Rochester  /  Essays  /  Prompt 2

Rochester: Research Interest (Optional, very short)

~20 words

What field/area of study are you interested in researching?
What it’s really asking

In a sentence or two, name the specific research question or topic you would want to pursue at Rochester. This is optional and aimed at students drawn to Rochester's research culture. Specificity beats breadth: a narrow, real question signals you understand what research actually is.

Why they ask it

Rochester is a Tier 1 research institution, and this micro-prompt lets it sort genuinely research-curious applicants from those who wrote 'biology' on a form. With so few words, every one has to earn its place. A precise topic also gives admissions a hook that connects you to a department or institute.

Three ways in
Narrow from field to question

Do not write 'neuroscience.' Write the actual thing you want to find out, such as how sleep loss reshapes teenage memory. A question is more memorable than a department name.

Overlap a Rochester strength

Aim your topic at an area Rochester is known for (optics and lasers, neuroscience, music cognition, political economy) so the reader can picture where you would land.

Phrase it as discovery

Frame it as something you want to find out, not a major you want to declare. Curiosity reads better than credentials in 20 words.

✕  Weak opening

“I am interested in studying biology and medicine.”

✓  Strong opening

“How urban noise pollution alters sleep and memory in adolescents.”

✦ Annotated example · Sleep and adolescent memory. Written by EssayLens to teach, not a real applicant’s essay.

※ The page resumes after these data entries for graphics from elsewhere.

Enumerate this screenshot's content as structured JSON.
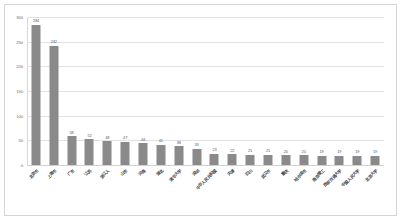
{
  "chart_data": {
    "type": "bar",
    "title": "",
    "subtitle": "",
    "xlabel": "",
    "ylabel": "",
    "ylim": [
      0,
      300
    ],
    "yticks": [
      0,
      50,
      100,
      150,
      200,
      250,
      300
    ],
    "grid": true,
    "legend": false,
    "orientation": "vertical",
    "bar_color": "#8a8a8a",
    "categories": [
      "北京市",
      "上海市",
      "广东",
      "江苏",
      "浙江人",
      "山东",
      "河南",
      "湖北",
      "清华大学",
      "深圳",
      "中华人民共和国",
      "天津",
      "四川",
      "武汉市",
      "重庆",
      "哈尔滨市",
      "南京理工",
      "西安交通大学",
      "中国人民大学",
      "北京大学"
    ],
    "values": [
      284,
      242,
      58,
      52,
      48,
      47,
      44,
      41,
      38,
      33,
      23,
      22,
      21,
      21,
      20,
      20,
      19,
      19,
      19,
      19
    ],
    "value_labels": [
      "284",
      "242",
      "58",
      "52",
      "48",
      "47",
      "44",
      "41",
      "38",
      "33",
      "23",
      "22",
      "21",
      "21",
      "20",
      "20",
      "19",
      "19",
      "19",
      "19"
    ],
    "ytick_labels": [
      "0",
      "50",
      "100",
      "150",
      "200",
      "250",
      "300"
    ]
  }
}
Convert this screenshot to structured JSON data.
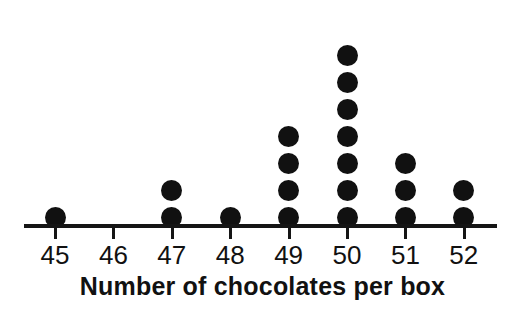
{
  "chart_data": {
    "type": "dotplot",
    "title": "",
    "xlabel": "Number of chocolates per box",
    "ylabel": "",
    "categories": [
      "45",
      "46",
      "47",
      "48",
      "49",
      "50",
      "51",
      "52"
    ],
    "values": [
      1,
      0,
      2,
      1,
      4,
      7,
      3,
      2
    ],
    "tick_labels": [
      "45",
      "46",
      "47",
      "48",
      "49",
      "50",
      "51",
      "52"
    ],
    "xlim": [
      45,
      52
    ],
    "grid": false,
    "legend": "none",
    "dot_color": "#111111",
    "axis_color": "#151515",
    "background_color": "#ffffff",
    "total_count": 20
  },
  "axis": {
    "title": "Number of chocolates per box"
  }
}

Tap a highlighted line →
How sleep timing 1in adolescents 2affects memory consolidation, 3and whether later school start times 4measurably improve recall 5in brain and cognitive sciences.6
  1. 1Opens with a precise mechanism rather than a broad field, signaling the real research curiosity Rochester rewards.
  2. 2Narrows to a specific population, showing the applicant thinks about whom the question applies to, not just the topic.
  3. 3Names the actual cognitive process under study, demonstrating genuine familiarity with the domain rather than a vague interest.
  4. 4Adds a concrete, real-world intervention, showing the applicant frames research as testable and consequential.
  5. 5Specifies a measurable outcome, signaling a researcher's instinct for variables and evidence rather than opinion.
  6. 6Anchors the interest in an actual Rochester strength (Brain and Cognitive Sciences) and lands the whole answer right at the ~20-word target without filler.
Stuck? Start here
  • If I had a lab for one summer, what single question would I most want to answer?
  • Which Rochester institute or department does that question naturally belong to?
  • Can I state it as a measurable question rather than a broad subject name?
Before you submit
  • My answer names a specific question or topic, not just a field or major.
  • It plausibly connects to a real Rochester research strength.
  • It fits the tight word limit with no wasted words.